Interview

Sunday Robotics raises $165M Series B at $1.15B valuation, shifts focus from demos to real home deployments

Mar 16, 2026 with Tony Zhao

Key Points

  • Sunday Robotics raises $165M Series B at $1.15B valuation to fund real home deployments this year, abandoning the demo-heavy approach that has defined robotics startups.
  • The company collects training data through gloves that mirror robot hand movements, letting thousands of people gather high-precision tactile data across diverse home environments.
  • CEO Tony Zhao argues synthetic data lifts everyone but real-world fidelity still closes the final gap from 95% to 99.99% accuracy in manipulation tasks.
Sunday Robotics raises $165M Series B at $1.15B valuation, shifts focus from demos to real home deployments

Summary

Sunday Robotics raised $165 million in Series B funding at a $1.15 billion valuation, led by Kotu. CEO Tony Zhao announced the company is moving away from demos and shifting its entire focus to real-world home deployments this year.

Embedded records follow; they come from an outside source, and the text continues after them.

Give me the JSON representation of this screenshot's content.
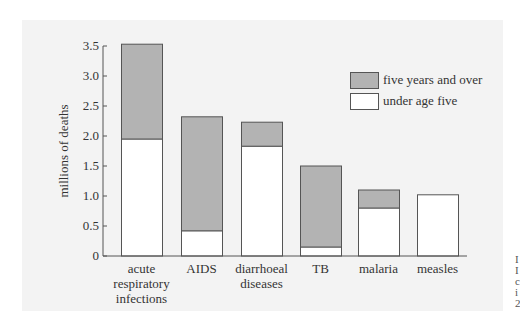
{
  "chart_data": {
    "type": "bar",
    "stacked": true,
    "title": "",
    "xlabel": "",
    "ylabel": "millions of deaths",
    "ylim": [
      0,
      3.5
    ],
    "yticks": [
      "0",
      "0.5",
      "1.0",
      "1.5",
      "2.0",
      "2.5",
      "3.0",
      "3.5"
    ],
    "grid": false,
    "legend_position": "upper right",
    "categories": [
      [
        "acute",
        "respiratory",
        "infections"
      ],
      [
        "AIDS"
      ],
      [
        "diarrhoeal",
        "diseases"
      ],
      [
        "TB"
      ],
      [
        "malaria"
      ],
      [
        "measles"
      ]
    ],
    "series": [
      {
        "name": "under age five",
        "color": "#ffffff",
        "values": [
          1.95,
          0.42,
          1.83,
          0.15,
          0.8,
          1.02
        ]
      },
      {
        "name": "five years and over",
        "color": "#b3b3b3",
        "values": [
          1.58,
          1.9,
          0.4,
          1.35,
          0.3,
          0.0
        ]
      }
    ],
    "totals": [
      3.53,
      2.32,
      2.23,
      1.5,
      1.1,
      1.02
    ]
  },
  "legend": {
    "items": [
      {
        "label": "five years and over",
        "color": "#b3b3b3"
      },
      {
        "label": "under age five",
        "color": "#ffffff"
      }
    ]
  },
  "edge_text": [
    "I",
    "I",
    "c",
    "i",
    "2"
  ]
}
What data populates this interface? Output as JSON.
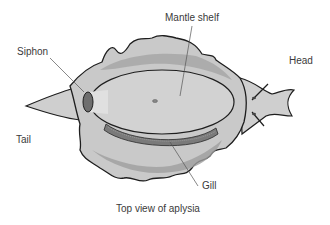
{
  "diagram": {
    "caption": "Top view of aplysia",
    "labels": {
      "mantle_shelf": "Mantle shelf",
      "siphon": "Siphon",
      "head": "Head",
      "tail": "Tail",
      "gill": "Gill"
    },
    "colors": {
      "body_outline": "#1e1e1e",
      "body_light": "#d4d4d4",
      "body_mid": "#bdbdbd",
      "body_dark": "#9a9a9a",
      "mantle": "#cfcfcf",
      "gill": "#7a7a7a",
      "siphon": "#6e6e6e",
      "leader_line": "#555555"
    }
  }
}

Zhao frames the home as the long-term proving ground for physical intelligence because of its inherent complexity. The initial beta program will target high-friction household chores: laundry, dishes, organization, and cleaning. These are the tasks people spend the most time on and hate the most.

Data collection

Sunday's proprietary advantage sits in how it collects training data. Rather than deploying thousands of robots, the company manufactures gloves that mirror the robot's hand movements. Users wear the gloves in their own homes and collect data during everyday activities. This approach yields high-quality hand data with precise movements, force feedback, and tactile information. It also yields high diversity across thousands of people performing tasks in varied environments, and high volume since people can wear gloves part-time on flexible schedules.

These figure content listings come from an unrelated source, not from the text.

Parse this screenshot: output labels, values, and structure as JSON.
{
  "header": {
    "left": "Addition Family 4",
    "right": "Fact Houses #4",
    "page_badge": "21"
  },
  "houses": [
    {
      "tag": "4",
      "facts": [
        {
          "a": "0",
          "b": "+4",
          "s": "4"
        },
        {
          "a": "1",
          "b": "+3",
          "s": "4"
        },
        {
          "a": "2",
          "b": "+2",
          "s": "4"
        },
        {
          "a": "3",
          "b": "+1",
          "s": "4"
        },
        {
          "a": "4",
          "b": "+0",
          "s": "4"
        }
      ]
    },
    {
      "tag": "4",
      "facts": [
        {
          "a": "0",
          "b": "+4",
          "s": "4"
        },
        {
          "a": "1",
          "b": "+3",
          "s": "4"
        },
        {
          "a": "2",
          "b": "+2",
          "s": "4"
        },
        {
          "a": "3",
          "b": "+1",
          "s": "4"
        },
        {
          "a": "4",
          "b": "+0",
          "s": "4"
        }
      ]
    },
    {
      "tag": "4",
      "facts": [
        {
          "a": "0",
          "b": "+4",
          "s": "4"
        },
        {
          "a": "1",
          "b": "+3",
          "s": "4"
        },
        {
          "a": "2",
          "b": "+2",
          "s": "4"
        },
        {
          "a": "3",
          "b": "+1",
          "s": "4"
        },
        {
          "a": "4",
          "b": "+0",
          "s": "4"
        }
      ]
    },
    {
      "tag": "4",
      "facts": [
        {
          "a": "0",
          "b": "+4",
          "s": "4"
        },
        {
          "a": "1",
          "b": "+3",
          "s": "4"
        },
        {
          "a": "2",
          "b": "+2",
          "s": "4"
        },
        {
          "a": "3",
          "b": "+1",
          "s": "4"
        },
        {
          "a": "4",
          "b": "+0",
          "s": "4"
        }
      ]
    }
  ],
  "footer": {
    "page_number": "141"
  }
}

Zhao plans to scale to thousands of data collectors this year to build a proprietary dataset for training the foundational physical intelligence model. Egocentric video data from sources like GoPro footage lacks precision and loses force information. Sunday's strategy is to blend public internet video with proprietary glove data. Public data extracts broad knowledge about physics and how spaces are arranged. Proprietary data bridges the gap from general knowledge to a deployable, valuable product.

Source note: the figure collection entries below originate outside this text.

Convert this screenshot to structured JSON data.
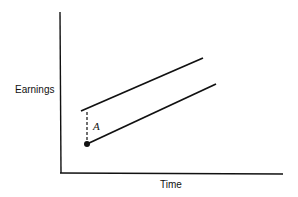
{
  "diagram": {
    "y_axis_label": "Earnings",
    "x_axis_label": "Time",
    "gap_label": "A",
    "colors": {
      "line": "#111111",
      "background": "#ffffff"
    },
    "elements": [
      {
        "type": "axis",
        "name": "y-axis"
      },
      {
        "type": "axis",
        "name": "x-axis"
      },
      {
        "type": "line",
        "name": "upper-earnings-line",
        "slope": "upward"
      },
      {
        "type": "line",
        "name": "lower-earnings-line",
        "slope": "upward"
      },
      {
        "type": "dashed-line",
        "name": "vertical-gap-A"
      },
      {
        "type": "point",
        "name": "start-point"
      }
    ]
  }
}
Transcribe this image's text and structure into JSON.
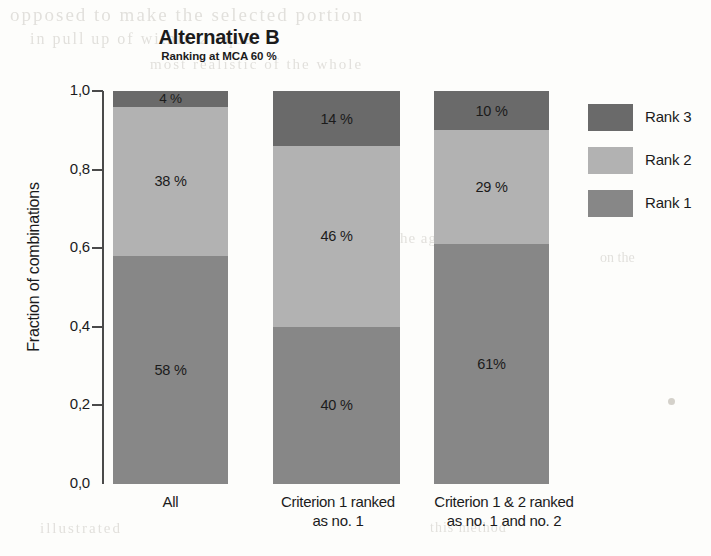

Synthetic data and world models

Zhao sees synthetic data generation from world models as valuable for improving all models. But he is skeptical it will close the final gap. Jumping from 95% to 99.99% accuracy, or solving the last millimeter of a manipulation task, still requires real data fidelity. Synthetic data helps with breadth. Real data is needed for precision.

Home is the long-term goal because it is messy enough to drive genuine physical intelligence. As the robot's capabilities grow, offices, hotels, and other structured environments will unlock as secondary opportunities. Zhao is keeping that door open but has not prioritized it.

The bet is concrete: deployments in real homes this year, not more polished demos.